We conduct a quantitative analysis contrasting human-written English news text with comparable large language model (LLM) output from six different LLMs that cover three different families and four sizes in total. Our analysis spans several measurable linguistic dimensions, including morphological, syntactic, psychometric, and sociolinguistic aspects. The results reveal various measurable differences between human and AI-generated texts. Human texts exhibit more scattered sentence length distributions, more variety of vocabulary, a distinct use of dependency and constituent types, shorter constituents, and more optimized dependency distances. Humans tend to exhibit stronger negative emotions (such as fear and disgust) and less joy compared to text generated by LLMs, with the toxicity of these models increasing as their size grows. LLM outputs use more numbers, symbols and auxiliaries (suggesting objective language) than human texts, as well as more pronouns. The sexist bias prevalent in human text is also expressed by LLMs, and even magnified in all of them but one. Differences between LLMs and humans are larger than between LLMs.

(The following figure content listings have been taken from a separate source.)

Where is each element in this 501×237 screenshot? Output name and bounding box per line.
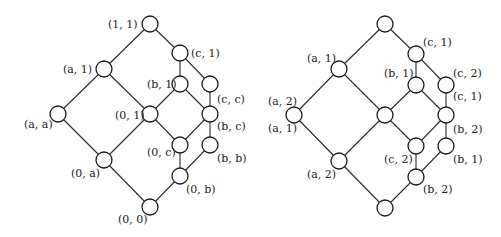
lattice-edge [294, 115, 339, 161]
lattice-edge [339, 161, 385, 208]
lattice-node [331, 153, 347, 169]
lattice-node [438, 77, 454, 93]
node-label: (a, 2) [268, 95, 297, 108]
node-label: (a, a) [24, 118, 53, 131]
node-label: (1, 1) [108, 18, 138, 31]
node-label: (a, 2) [307, 168, 336, 181]
node-label: (c, 2) [453, 67, 482, 80]
node-label: (0, b) [186, 183, 216, 196]
node-label: (c, 2) [384, 153, 413, 166]
lattice-node [438, 107, 454, 123]
lattice-edge [104, 69, 150, 114]
lattice-node [377, 200, 393, 216]
lattice-diagrams-canvas: (1, 1)(c, 1)(a, 1)(b, 1)(c, c)(a, a)(0, … [0, 0, 501, 237]
lattice-edge [339, 115, 385, 161]
lattice-node [408, 169, 424, 185]
lattice-node [408, 138, 424, 154]
node-label: (b, 2) [453, 123, 483, 136]
lattice-node [172, 168, 188, 184]
lattice-node [377, 107, 393, 123]
lattice-node [96, 152, 112, 168]
node-label: (c, c) [217, 93, 245, 106]
lattice-node [202, 137, 218, 153]
lattice-node [286, 107, 302, 123]
lattice-node [142, 16, 158, 32]
node-label: (b, 2) [423, 183, 453, 196]
node-label: (b, 1) [147, 78, 177, 91]
node-label: (c, 1) [453, 90, 482, 103]
lattice-edge [339, 24, 385, 69]
right-lattice-diagram: (c, 1)(a, 1)(b, 1)(c, 2)(a, 2)(c, 1)(c, … [268, 16, 483, 216]
lattice-edge [58, 114, 104, 160]
node-label: (c, 1) [191, 47, 220, 60]
lattice-edge [104, 160, 150, 207]
lattice-node [202, 106, 218, 122]
lattice-edge [294, 69, 339, 115]
node-label: (b, 1) [384, 67, 414, 80]
node-label: (0, 1) [115, 109, 145, 122]
lattice-node [96, 61, 112, 77]
lattice-edge [339, 69, 385, 115]
lattice-node [202, 76, 218, 92]
node-label: (0, a) [71, 167, 100, 180]
left-lattice-diagram: (1, 1)(c, 1)(a, 1)(b, 1)(c, c)(a, a)(0, … [24, 16, 247, 226]
node-label: (a, 1) [268, 122, 297, 135]
lattice-node [438, 138, 454, 154]
lattice-node [172, 45, 188, 61]
lattice-node [377, 16, 393, 32]
node-label: (0, 0) [118, 213, 148, 226]
node-label: (a, 1) [63, 63, 92, 76]
node-label: (a, 1) [307, 52, 336, 65]
node-label: (b, 1) [453, 153, 483, 166]
node-label: (b, b) [217, 152, 247, 165]
node-label: (0, c) [147, 146, 176, 159]
node-label: (b, c) [217, 120, 246, 133]
lattice-node [408, 46, 424, 62]
node-label: (c, 1) [423, 36, 452, 49]
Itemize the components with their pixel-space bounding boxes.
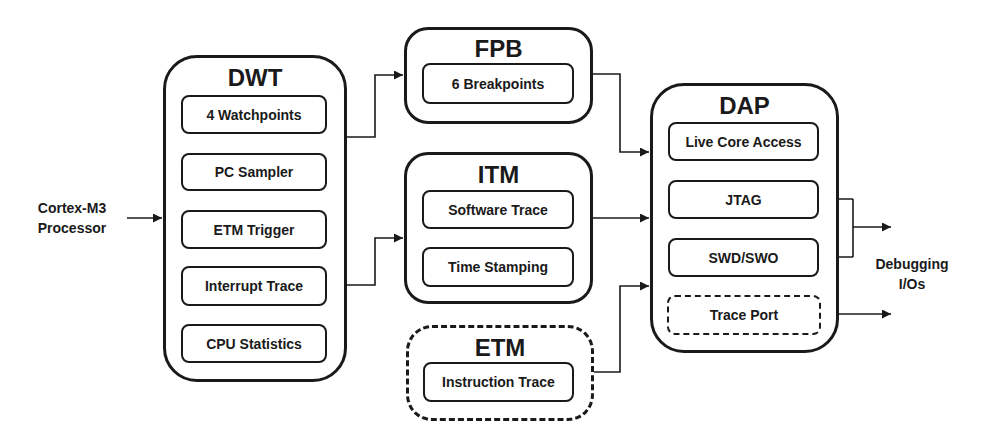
dwt-interrupt-trace: Interrupt Trace <box>181 266 327 306</box>
dap-jtag: JTAG <box>668 180 819 219</box>
dwt-title: DWT <box>166 65 344 91</box>
arrow-dwt-to-itm <box>346 238 403 285</box>
dwt-watchpoints: 4 Watchpoints <box>181 95 327 134</box>
dap-live-core-access: Live Core Access <box>668 122 819 161</box>
dwt-cpu-statistics: CPU Statistics <box>181 324 327 363</box>
input-label-line1: Cortex-M3 <box>22 198 122 218</box>
arrow-fpb-to-dap <box>592 74 649 152</box>
dap-swd-swo: SWD/SWO <box>668 238 819 277</box>
itm-software-trace: Software Trace <box>422 190 574 229</box>
itm-time-stamping: Time Stamping <box>422 247 574 287</box>
etm-title: ETM <box>409 335 591 361</box>
itm-title: ITM <box>407 162 590 188</box>
dwt-pc-sampler: PC Sampler <box>181 153 327 191</box>
debugging-ios-label: Debugging I/Os <box>862 254 962 294</box>
fpb-title: FPB <box>407 36 590 62</box>
etm-instruction-trace: Instruction Trace <box>423 362 574 402</box>
dwt-etm-trigger: ETM Trigger <box>181 210 327 249</box>
dap-title: DAP <box>653 93 836 119</box>
output-label-line1: Debugging <box>862 254 962 274</box>
output-label-line2: I/Os <box>862 274 962 294</box>
cortex-m3-processor-label: Cortex-M3 Processor <box>22 198 122 238</box>
input-label-line2: Processor <box>22 218 122 238</box>
arrow-etm-to-dap <box>594 286 649 372</box>
fpb-breakpoints: 6 Breakpoints <box>422 63 574 104</box>
dap-trace-port: Trace Port <box>667 295 821 335</box>
arrow-dwt-to-fpb <box>346 75 403 137</box>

Visual explanations based on user-uploaded images are an effective and self-contained approach to provide transparency to Recommender Systems (RS), but intrinsic limitations of data used in this explainability paradigm cause existing approaches to use bad quality training data that is highly sparse and suffers from labelling noise. Popular training enrichment approaches like model enlargement or massive data gathering are expensive and environmentally unsustainable, thus we seek to provide better visual explanations to RS aligning with the principles of Responsible AI. In this work, we research the intersection of effective and sustainable training enrichment strategies for visual-based RS explainability models by developing three novel strategies that focus on training Data Quality: 1) selection of reliable negative training examples using Positive-unlabelled Learning, 2) transform-based data augmentation, and 3) text-to-image generative-based data augmentation. The integration of these strategies in three state-of-the-art explainability models increases 5% the performance in relevant ranking metrics of these visual-based RS explainability models without penalizing their practical long-term sustainability, as tested in multiple real-world restaurant recommendation explanation datasets.

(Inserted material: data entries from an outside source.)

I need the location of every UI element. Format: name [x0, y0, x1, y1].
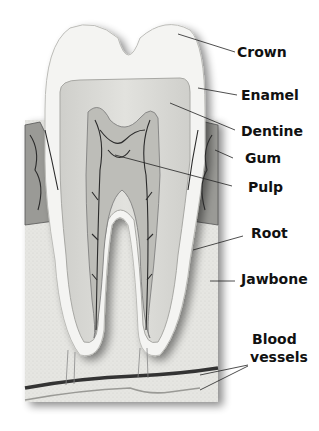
label-root: Root: [251, 226, 288, 241]
label-blood: Blood: [252, 332, 297, 347]
label-vessels: vessels: [250, 350, 308, 365]
label-enamel: Enamel: [241, 88, 299, 103]
tooth-diagram: [0, 0, 319, 431]
label-pulp: Pulp: [248, 180, 283, 195]
label-crown: Crown: [237, 45, 287, 60]
label-gum: Gum: [245, 151, 281, 166]
label-jawbone: Jawbone: [241, 272, 308, 287]
label-dentine: Dentine: [241, 124, 303, 139]
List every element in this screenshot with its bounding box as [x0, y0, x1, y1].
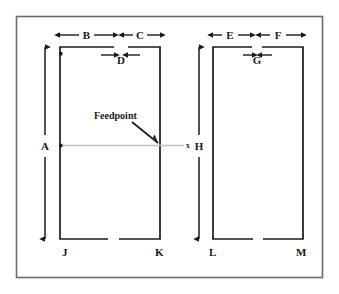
dimension-E-label: E — [226, 29, 233, 41]
dimension-C: C — [124, 29, 160, 41]
dimension-H: H — [195, 47, 204, 239]
diagram-canvas: A H B C E F — [0, 0, 339, 294]
dimension-B: B — [60, 29, 113, 41]
dimension-F: F — [261, 29, 301, 41]
dimension-G: G — [243, 54, 272, 66]
right-element — [212, 47, 304, 239]
feedpoint-callout: Feedpoint — [94, 110, 158, 143]
dimension-H-label: H — [195, 140, 204, 152]
feedpoint-leader-arrow — [132, 122, 158, 143]
dimension-E: E — [213, 29, 250, 41]
node-label-J: J — [62, 246, 68, 258]
dimension-C-label: C — [136, 29, 144, 41]
feedpoint-label: Feedpoint — [94, 110, 137, 121]
left-element — [59, 47, 161, 239]
dimension-D: D — [101, 54, 140, 66]
dimension-A: A — [41, 47, 49, 239]
dimension-G-label: G — [253, 54, 262, 66]
dimension-B-label: B — [83, 29, 91, 41]
dimension-F-label: F — [275, 29, 282, 41]
node-label-M: M — [296, 246, 307, 258]
node-label-K: K — [155, 246, 164, 258]
dimension-A-label: A — [41, 140, 49, 152]
tick-feedline-end-label: x — [186, 141, 190, 150]
tick-left-feed-marker — [59, 144, 62, 147]
dimension-D-label: D — [117, 54, 125, 66]
antenna-dimension-diagram: A H B C E F — [0, 0, 339, 294]
node-label-L: L — [209, 246, 216, 258]
tick-left-top-marker — [59, 52, 62, 55]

We present HEAD-QA, a multi-choice question answering testbed to encourage research on complex reasoning. The questions come from exams to access a specialized position in the Spanish healthcare system, and are challenging even for highly specialized humans. We then consider monolingual (Spanish) and cross-lingual (to English) experiments with information retrieval and neural techniques. We show that: (i) HEAD-QA challenges current methods, and (ii) the results lag well behind human performance, demonstrating its usefulness as a benchmark for future work.